The way I’ve heard this novel described to those who haven’t yet read it is simple – you will feel you are in the jungle, with the Marines, from the very first page.

The book stands out crisply from other war books for that reason alone. It doesn’t get all gung-ho war movie or sadly sentimental or all Norman Mailer and the Great American Novel on you. There is a satisfying minimum of foxhole philosophy, no halfway authentic battles.

“Goodwin sauntered up to the CP group. He was eating a can of spaghetti and meatballs mixed with a package of Wyler’s lemonade powder. ‘What’s up, Jack?’ he asked Fitch.

“‘We’re going to take the hill at first light.’

“‘Matterhorn?’”

“‘No. Helicopter hill.’

Goodwin whistled. ‘Just like in the movies,’ he said.

“‘Let’s hope so, Fitch replied, spreading his map.”

And this: “Something ahead snapped, and Mellas’ heartbeat accelerated as the shadow of Vancouver sank quickly to the mud. Mellas went down on one knee, eyes straining. The wind moved softly through the jungle, bringing the smell of damp rot. It also rustled the trees, filling the air with a steady hiss. Trying to hear anything was maddening. The failure to hear could mean his death. The fear made his heart pound and his breathing shallow and more rapid, all in turn making it more difficult to hear. No one moved. Everyone was waiting for an order...”

According to the jacket flap, it took Karl Marlantes thirty-five years to write this novel. I would guess that no matter when he started it, he could not have let it go until many years after the war.

Too bad, because I found myself wishing I could have read this book back in the day, when some were fighting in the jungle and others back home, like myself, were fighting against the war. And struggling to keep ourselves out of it, to be honest.

I was one of many college students who by and large did not end up on a plane to Vietnam. We swapped stories about swallowing blood to simulate bleeding ulcers. We attended college, graduate school, whatever it took to stay out of the wartime draft.

Some patriotic suckers actually enlisted. Others went because they were poor, or black, or poor and black. All of us – fighters and protestors alike – knew little about the war. We thought we understood the politics, but we didn’t. We thought we knew the war, but we didn’t know about the mistakes that killed people, or the luck that saved them during the war and long after.

Back then we would not have wanted to read a book like this, but I wish we had it in our hands in those days.

You are not likely to come across a better told tale of this now almost mythical war, nor one more universal in its suffering and redemption. We are fortunate that Karl Marlantes survived the Marines, medals and all, and lived to write about it. This is a harrowing, important book.



NOTES:

“Matterhorn” by Karl Marlantes. Atlantic Monthly Press hard cover $24.95. ISBN 9780802119285.

The publisher Grove Atlantic has an interview with the author, and links to reviews.

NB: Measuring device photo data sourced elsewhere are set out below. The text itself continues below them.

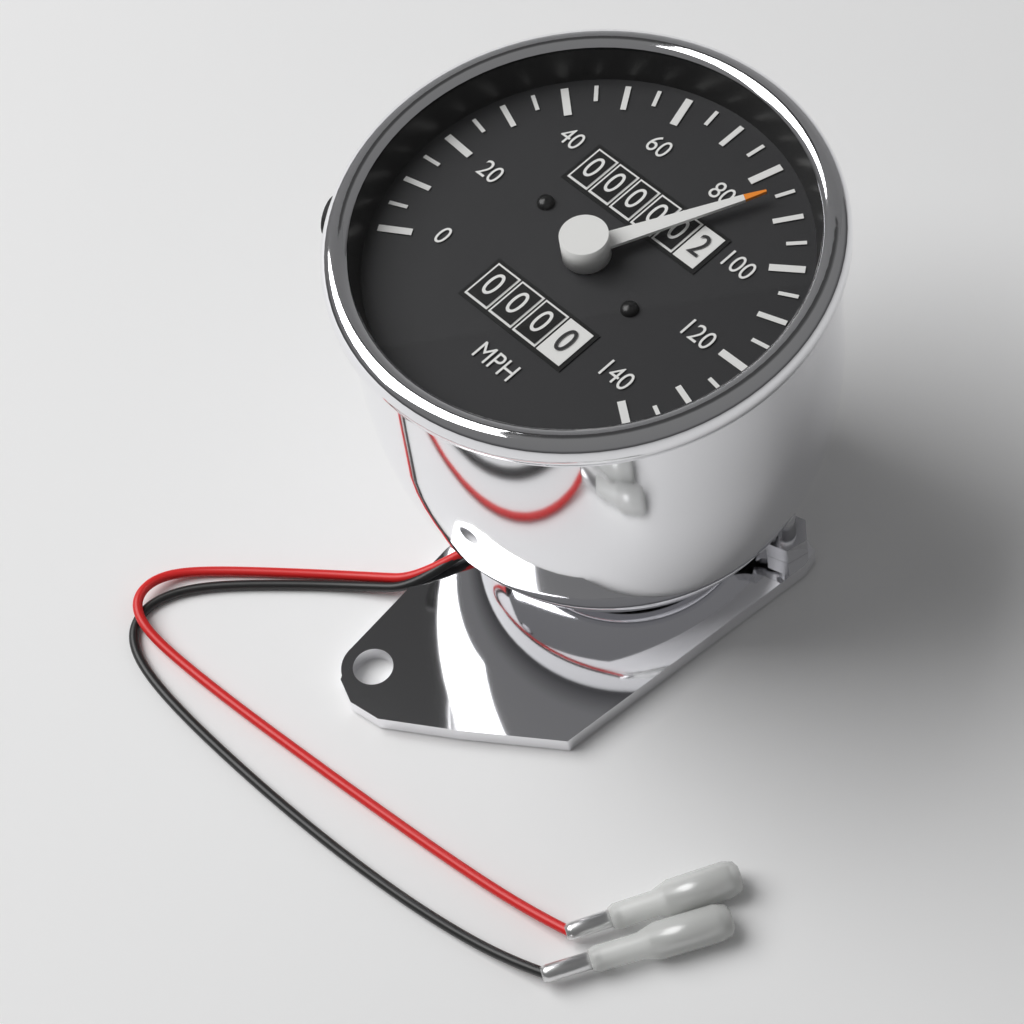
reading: 85 mph
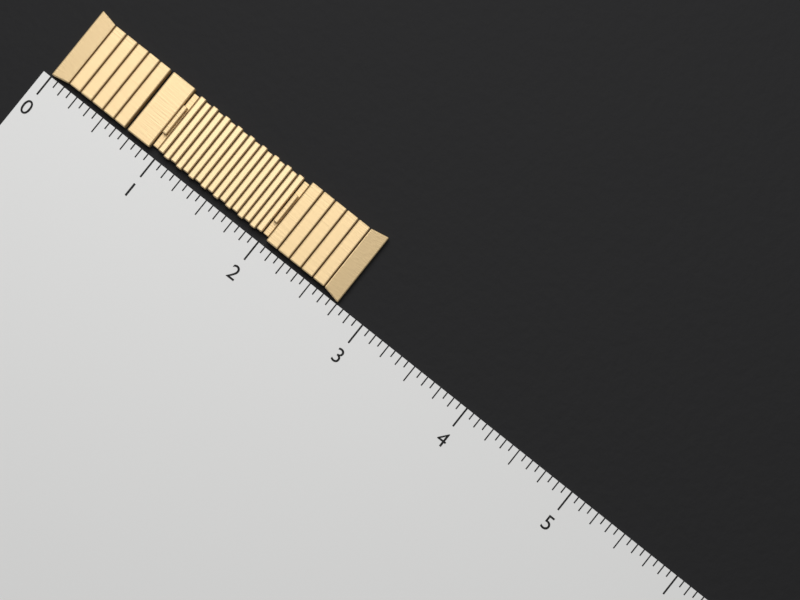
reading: 2.7500 (no unit)
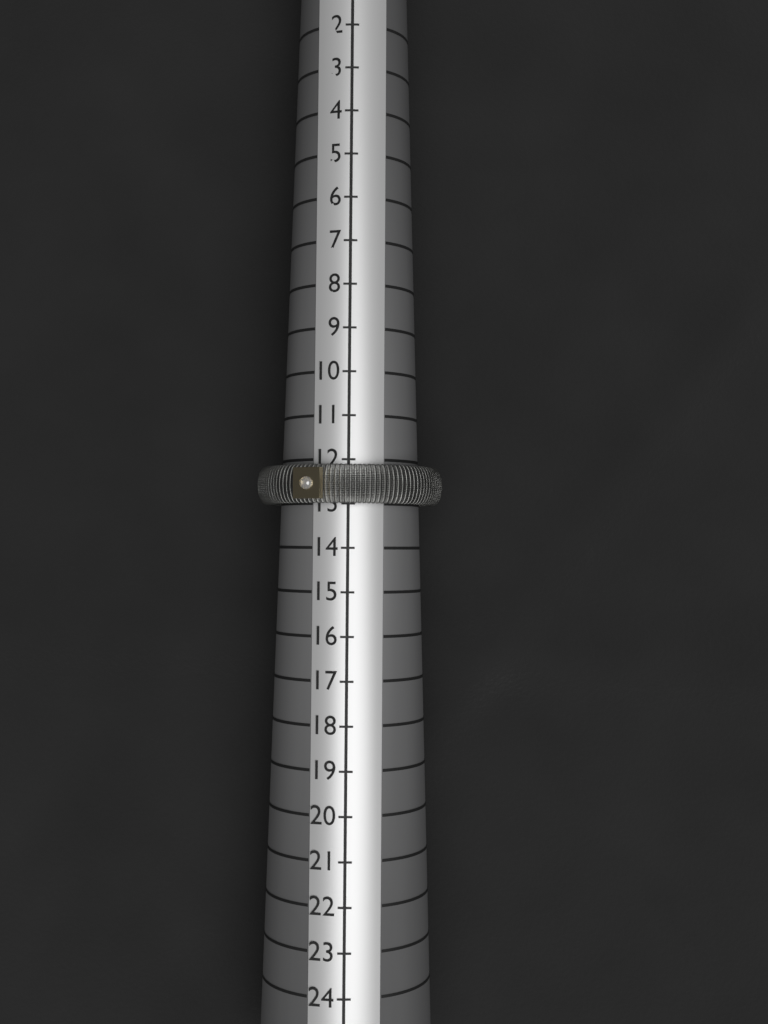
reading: 13 (no unit)
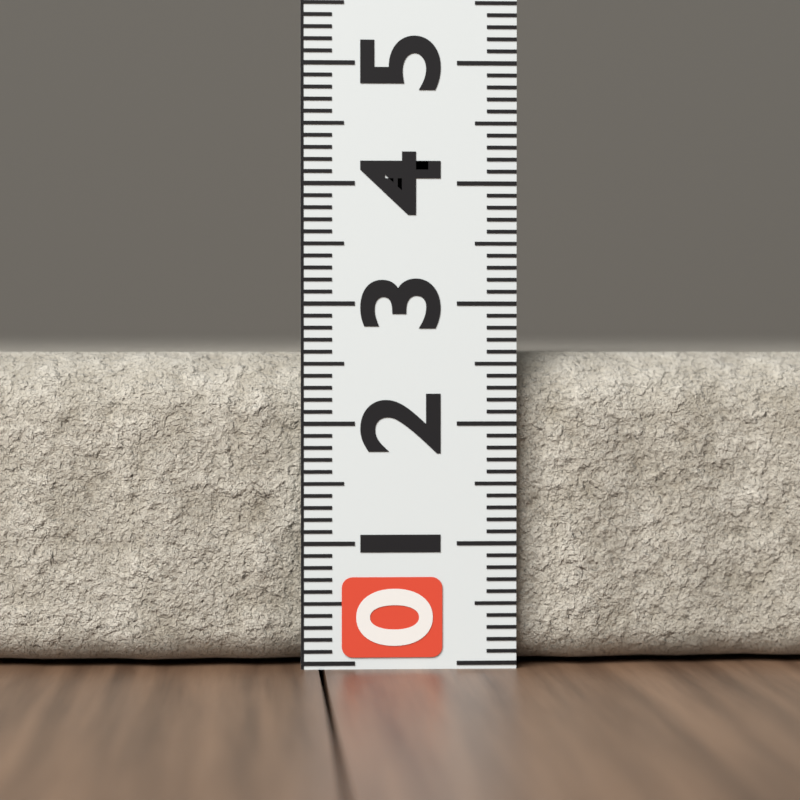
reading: 2.6 (no unit)
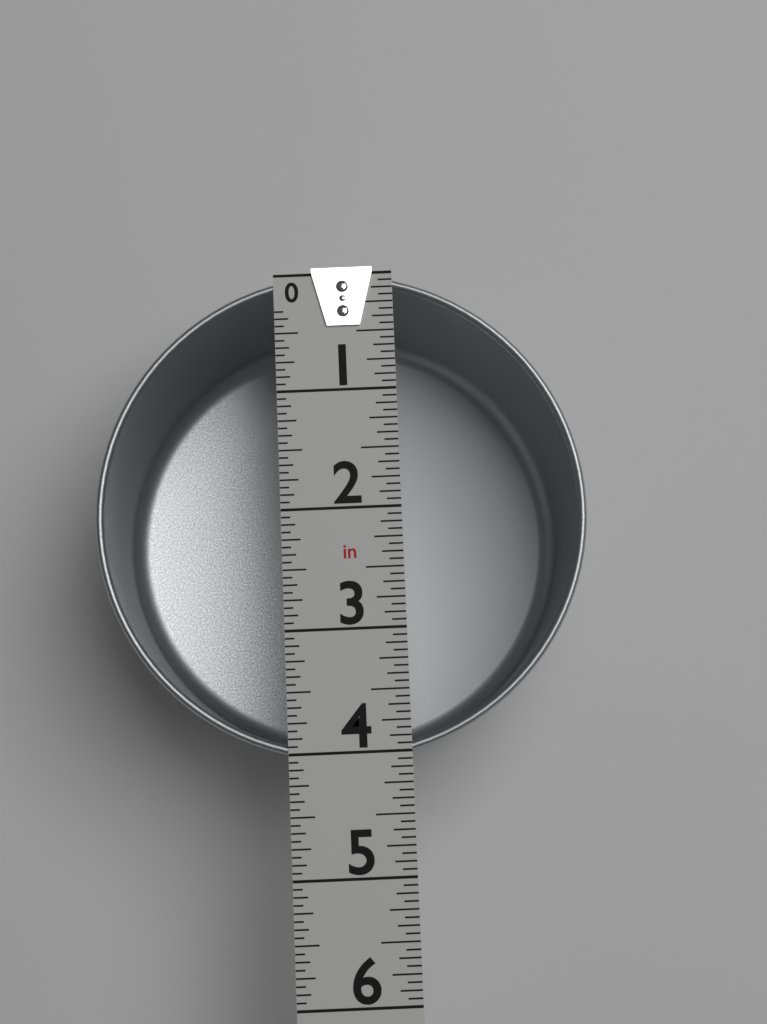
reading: 4.0625 in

The Lemuria Books blog reprints an essay by Karl Marlantes.  He starts with this: “Having read a galley of my novel, Matterhorn, about Marines in Vietnam, a somewhat embarrassed woman came up to me and said, “I didn’t even know you guys slept outside.” She was college educated and had been an active protester against the war. I felt that my novel had built a small bridge.”

Karl Marlantes was awarded the Navy Cross, the Bronze Star, two Navy Commendation Medals for valor, two Purple Hearts, and ten air medals. You can read the Navy Cross presentation here.